By Mohamed Gibril Sesay
The Hajj is meant to be a sacred journey of spiritual renewal- not an obstacle course of bureaucratic mismanagement. Yet for hundreds of Sierra Leonean pilgrims this year, it became a test of endurance not divinely ordained, but carelessly inflicted by the Presidential Hajj Task Force.
One might be forgiven for imagining the Task Force took inspiration from a forgotten ascetic order- perhaps the Druze- who believed bodily suffering was essential to soul redemption. Where there was no hardship, they invented it. As if pain were a prerequisite for piety.
Months before the pilgrimage, intending pilgrims were asked to deposit seven thousand dollars (or the Leone equivalent) into a designated account at the Sierra Leone Commercial Bank. Receipts in hand, they approached the Task Force for registration. What began as a seemingly orderly, bureaucratic process quickly disintegrated into chaos.
The principle of “first come, first served” was casually discarded. Those who paid early and completed their medical requirements discovered that their data had been lost or mixed up. By the time flights were announced, confusion reigned—no one knew where they stood.
At the Kingtom registration center, data management devolved into farce. Records vanished. Files were mismatched. Some staff were courteous; others acted like petty lords in a medieval fiefdom, cloaked in secrecy and wielding authority with disdain.
The condition of the toilet facilities at the Bank Lodge complex, where stool samples were taken, was an affront to dignity—unsanitary, chaotic, and structurally unsound.
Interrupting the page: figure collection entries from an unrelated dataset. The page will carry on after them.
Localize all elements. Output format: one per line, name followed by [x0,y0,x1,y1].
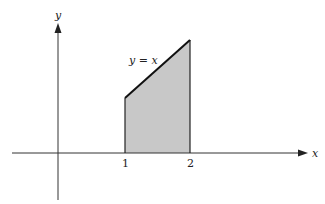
diagram-svg: y x y = x 1 2 [0,0,325,204]
diagram: y x y = x 1 2 [0,0,325,204]
x-axis-label: x [312,147,319,160]
x-axis-arrow-icon [298,150,308,157]
curve-label: y = x [128,54,158,67]
y-axis-label: y [54,9,62,22]
tick-label-1: 1 [122,157,129,170]
y-axis-arrow-icon [55,23,62,33]
tick-label-2: 2 [187,157,194,170]
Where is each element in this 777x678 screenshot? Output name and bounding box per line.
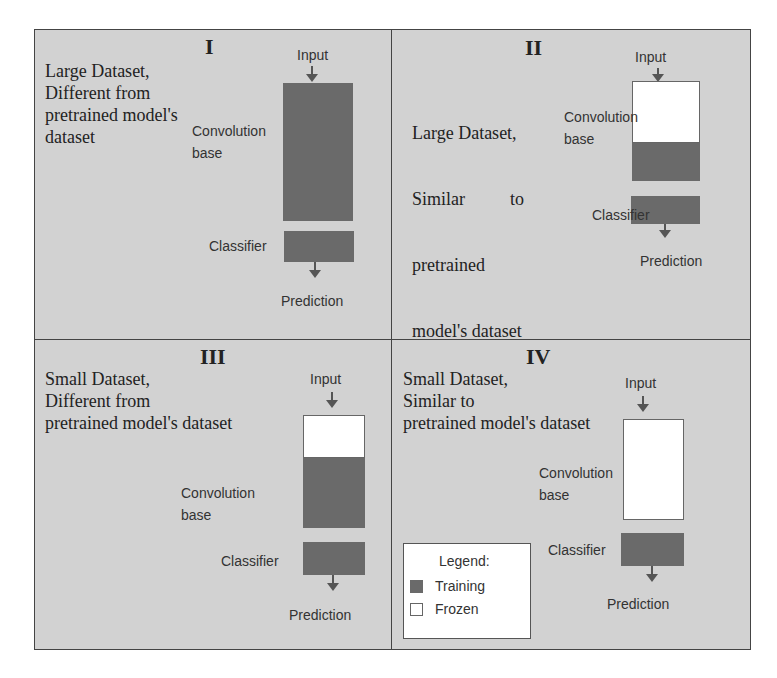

The atmosphere was charged with anxiety. Questions hung thick in the air like incense: “Am I going?” “Is my name on the list?” “Am I in the first batch?” Pilgrims were bussed around or brusquely bossed about, herded like cattle rather than honoured guests of God.
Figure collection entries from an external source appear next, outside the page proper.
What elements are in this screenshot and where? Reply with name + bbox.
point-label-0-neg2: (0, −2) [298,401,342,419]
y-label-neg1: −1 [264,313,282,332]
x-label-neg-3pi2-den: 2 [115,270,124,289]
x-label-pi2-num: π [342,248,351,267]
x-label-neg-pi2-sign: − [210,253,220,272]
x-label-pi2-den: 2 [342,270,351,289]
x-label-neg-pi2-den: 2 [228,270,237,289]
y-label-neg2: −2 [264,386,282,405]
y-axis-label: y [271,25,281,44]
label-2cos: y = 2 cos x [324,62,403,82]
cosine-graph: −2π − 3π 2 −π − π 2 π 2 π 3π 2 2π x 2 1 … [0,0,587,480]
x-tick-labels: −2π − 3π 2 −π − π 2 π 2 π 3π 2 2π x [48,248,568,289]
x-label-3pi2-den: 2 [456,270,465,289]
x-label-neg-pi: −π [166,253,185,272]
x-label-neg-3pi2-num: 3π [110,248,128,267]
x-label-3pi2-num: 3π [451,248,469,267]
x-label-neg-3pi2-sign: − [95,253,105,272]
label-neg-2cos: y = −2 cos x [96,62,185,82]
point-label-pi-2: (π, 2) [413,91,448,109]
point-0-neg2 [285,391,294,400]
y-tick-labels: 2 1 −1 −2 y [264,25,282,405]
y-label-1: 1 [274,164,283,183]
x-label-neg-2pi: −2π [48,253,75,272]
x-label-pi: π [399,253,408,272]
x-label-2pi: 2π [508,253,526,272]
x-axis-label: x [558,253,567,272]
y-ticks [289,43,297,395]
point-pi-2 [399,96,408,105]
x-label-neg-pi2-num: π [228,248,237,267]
Flight information trickled in as though it were a closely guarded secret. Pilgrims were transported to the airport and told to prepare for imminent departure- only to learn that the same aircraft which had taken the first batch had to return from Jeddah before it could transport the next group. With no lodging arrangements made, hundreds of pilgrims were stranded at the airport for hours. Over 300 were eventually forced to sleep in mosques around Lungi, hungry, exhausted, and unsure of when- or if – they would finally depart.
And the official explanation? “Hajj entails suffering.”
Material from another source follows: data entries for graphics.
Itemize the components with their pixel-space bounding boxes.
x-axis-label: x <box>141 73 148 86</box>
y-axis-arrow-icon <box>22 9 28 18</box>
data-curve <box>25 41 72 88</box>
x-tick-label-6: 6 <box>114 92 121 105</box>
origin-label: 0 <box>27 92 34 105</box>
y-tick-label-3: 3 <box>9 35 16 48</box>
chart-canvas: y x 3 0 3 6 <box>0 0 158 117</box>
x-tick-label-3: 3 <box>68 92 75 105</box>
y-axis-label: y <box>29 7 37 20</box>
That remark was not only tone-deaf- it was disgraceful. The rites of Hajj are already physically and spiritually demanding. Governmental incompetence should not be part of the trial. Many are now asking: what happened to the efficient, compassionate team that managed the Hajj so well last year? Why dismantle a functioning system?
Hajj is a pillar of Islam, not a stress test for the endurance of citizens. When the state takes charge of something so sacred, the standards must be higher. Planning must be rigorous. Accountability must be unambiguous. Compassion must underpin every action.
What transpired this year was not merely a logistical failure. It was a moral one.